Recent news regarding the leadership decisions taking place in Barnes and Nobel leads me to believe that the chain is now officially dead:
For the last several years there’s been a battle for Barnes & Noble’s soul. In one corner stood 72-year-old chairman and founder Leonard Riggio. A legend in retail, Riggio has been fighting to keep the chain focused on stores rather than jumping into the e-reader tablet wars.
Though he still owns 30% of the company’s stock, Riggio had been pushed to the side strategically in favor of former computer hardware executive and now-ex CEO William Lynch. It was Lynch who drove the company’s costly expansion into handheld Nook readers.
Last night Riggio emerged victorious when Barnes & Noble announced Lynch’s immediate resignation. Overnight Riggio went from figurehead Chairman to unquestioned king. All other executives at Barnes & Noble will now report directly to him and the company says it has no immediate plans to find a new CEO to replace Lynch.
The final nail in Lynch’s coffin was in late June when Barnes & Noble reported a staggering $477 million loss on Nooks and announced that it would be outsourcing the manufacturing of future e-readers. As discussed on Breakout at the time, the Nook debacle strengthened the hand of Barnes & Noble’s founder Leonard Riggio and his push to keep the company focused on the chain’s 675 stores.
History has not been kind to companies that try to maintain the old way of doing things when a new way has established itself. Buggy manufacturers didn’t do so well when automobiles began permeating society, business for typewriter manufacturers didn’t boom after the introduction of affordable personal computers, and traditional bookstores aren’t going to find their coffers filled with cash now that e-books have become popular.
While Barnes and Noble’s Nook division hasn’t been bringing the company profits the correct response isn’t to shift the company towards a dying model. Sure, losses will go down in the immediacy but as time goes on and Barnes and Noble focuses on heavy, space consuming dead tree books the company will become less and less relevant. But in the long run Barnes and Nobel will become irrelevant if it attempts to continue its old model.
We’re at the beginning of a new era where the cost of personal electronics has decreased to a point where it is viable to replace physical books with electronic books and e-readers. Trying to prop up the old model is a recipe for irrelevancy. Those wanting physical books will become a small minority that won’t be capable of maintaining Barnes and Noble’s currently large presence.
I don’t think they are completely abandoning the e-publishing just the hardware building side with lots of risk. They built the superior product and have the superior software but they attempted to do battle with the undisputed king of e-commerce and while competitive could never make up for the lack of market penetration. Now by licensing the nooks to third party manufacturers they can get rid of the most costly portion of the business with the thinnest profit margins.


→ **WHAT THE TASK REQUIRES**
Starting at the line with "Determine man bounding box." and ending at the line with "given a width=1024, height=345", print exactly the lines of the entries below. Pictures do not belong in the copy.

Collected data
=-=-=-=-=

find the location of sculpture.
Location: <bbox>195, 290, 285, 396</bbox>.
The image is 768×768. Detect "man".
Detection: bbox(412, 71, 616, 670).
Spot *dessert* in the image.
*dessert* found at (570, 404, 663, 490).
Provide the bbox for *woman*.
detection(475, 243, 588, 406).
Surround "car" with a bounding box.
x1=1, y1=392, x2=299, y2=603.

=-=-=-=-=

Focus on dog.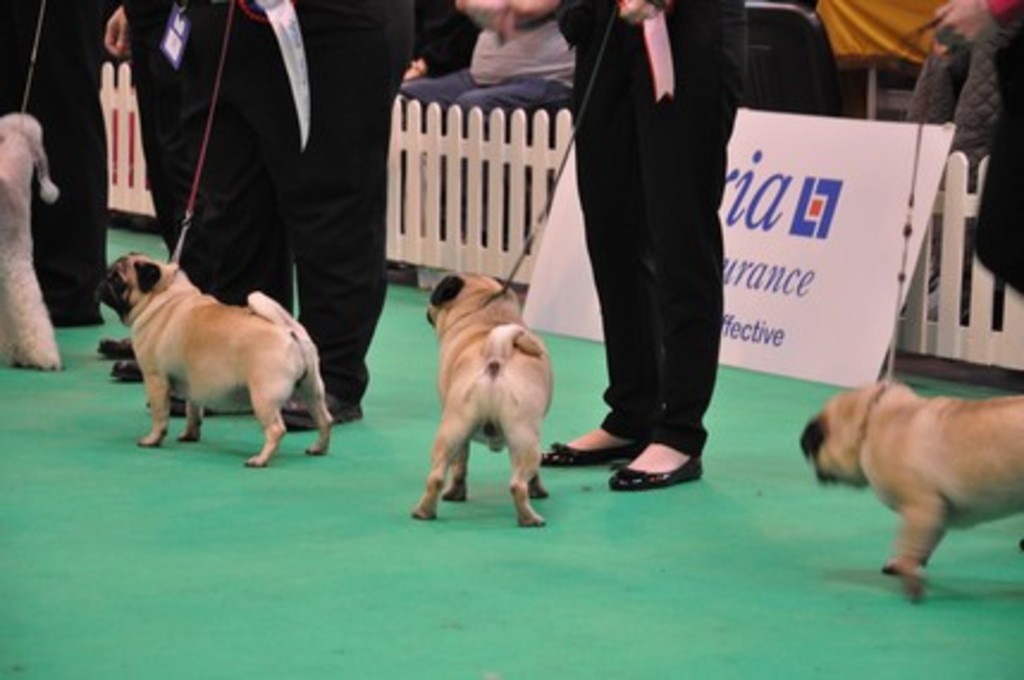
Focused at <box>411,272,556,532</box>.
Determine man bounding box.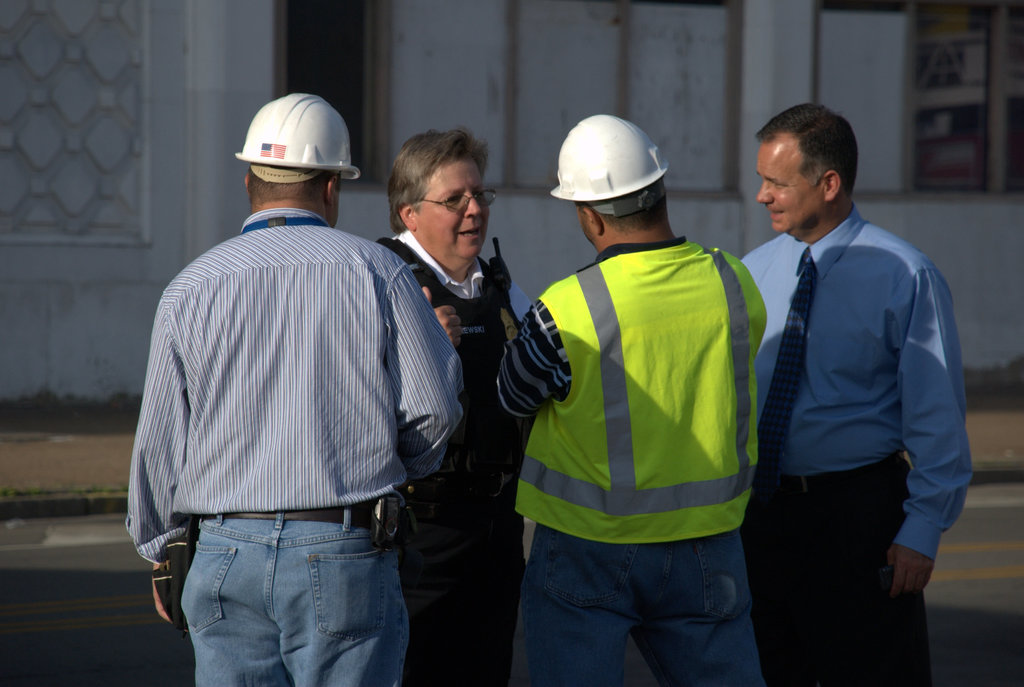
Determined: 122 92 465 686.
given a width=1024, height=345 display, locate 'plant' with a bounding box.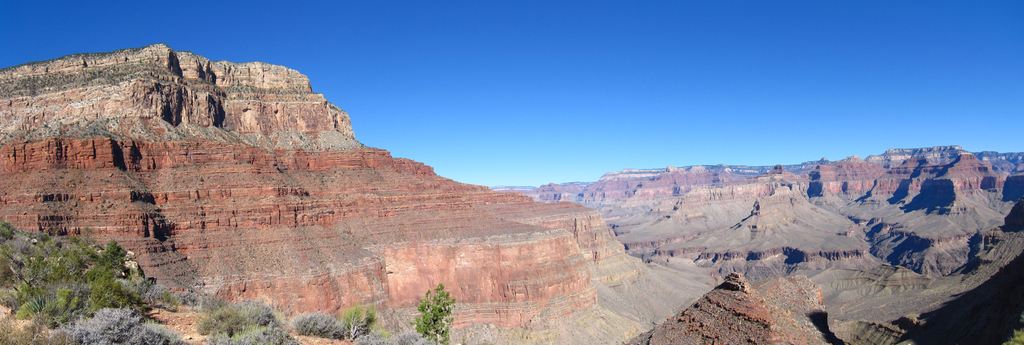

=-=-=-=-=

→ **ANSWER BOX**
Determine man bounding box.
Determined: 122 92 465 686.
given a width=1024, height=345 display, locate 'plant' with a bounding box.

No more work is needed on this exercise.